38.4 Huffman Coding Conceptuals

Core Idea

Huffman coding takes a bottom-up approach to prefix-free codes, as opposed to the top-down approach taken by Shannon-Fano codes. The algorithm is as follows:

  • Calculate relative frequencies.

    • Assign each symbol to a node with weight = relative frequency.

    • Take the two smallest nodes and merge them into a super node with weight equal to sum of weights.

    • Repeat until everything is part of a tree.

Data Structures

Let's now think about the data structures we would use for the encoding and decoding processes of the Huffman Coding process. Recall that encoding will translate symbols to code words and decoding will do the opposite. An example is as follows:

  • Encoding translates I ATE into 0000011000100101.

  • Decoding translates 0000011000100101 into I ATE.

For encoding (bitstream to compressed bitstream), what data structure would we use?

There are two options!

  1. HashMap/TreeMap: create a map from character to bit sequence, calling the get() method to look up each character

  2. Array: Each index of the array would represent the character, with the bit sequence in that slot of the array. Recall that each character is just an integer. For example, the letter A is 65).

What's the difference? Arrays are faster than maps but might use more memory if indices are unused.

For decoding (compressed bitstream back to bitstream), what data structure would we use?

There is really only one good data structure that can help us find longest prefixes of bit streams.

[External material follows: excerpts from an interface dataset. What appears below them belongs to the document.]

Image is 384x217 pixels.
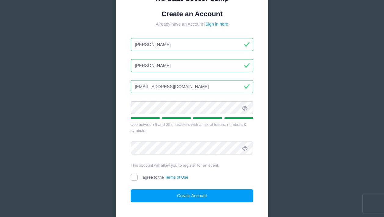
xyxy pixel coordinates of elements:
div: This account will allow you to register for an event. [131,163,253,169]
span: I agree to the [140,175,188,180]
input: Email [131,80,253,93]
div: Already have an Account? [131,21,253,27]
input: I agree to theTerms of Use [131,174,138,181]
a: Terms of Use [165,175,188,180]
input: Last Name [131,59,253,72]
input: First Name [131,38,253,51]
h1: Create an Account [131,10,253,18]
div: Use between 6 and 25 characters with a mix of letters, numbers & symbols. [131,122,253,134]
a: Sign in here [205,22,228,27]
button: Create Account [131,189,253,202]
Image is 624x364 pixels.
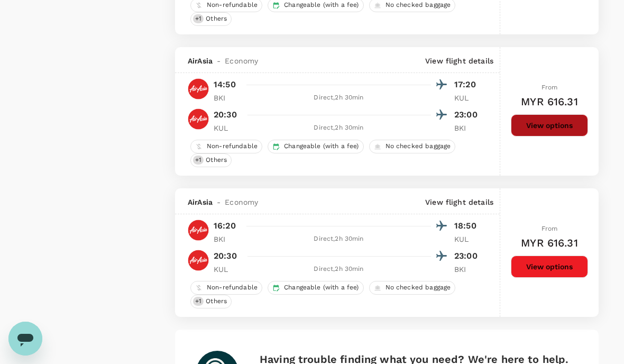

Trie: Here, we can use a Binary Trie with numbers 0 and 1. When we get the bitstream, the trie allows easy lookup to the longest prefix. Below is an image that demonstrates how the trie could look.

In Practice

Now that we have talked about what Huffman Coding is, let's talk about some practical issues that arise when we want to use it. There are two main philosophies we can use.

Corpus

  • For each input type (English text, Chinese text, images), assemble huge numbers of sample inputs for each category. Use corpus to create a standard code for English, Chinese, etc.

  • A corpus is a collection of pieces of language to be used as a sample of the language. Below is an example where we specify that we want to use the ENGLISH corpus to compress mobydick.txt

$ java HuffmanEncodePh1 ENGLISH mobydick.txt

Problem: Suboptimal encoding, which means our corpus does not exactly match our input. What this means in the context of this example is that mobydick.txt might not match up well with the general frequencies of ENGLISH texts and instead might have some other quirks or specifications from the author.

Unique Code

  • For every possible input file, create a unique code just for that file. Then, when someone receives that file, they will know how to decode it using the code we send along the compressed file.

  • As seen in the example below, we do not specify a corpus and we send along another file to help the decoding process for that specific file.

$ java HuffmanEncodePh2 mobydick.txt

Problem: This approach requires us to use extra space for the codeword table in the compressed bitstream. However, this generally works better than the corpus philosophy so is used commonly in the real world.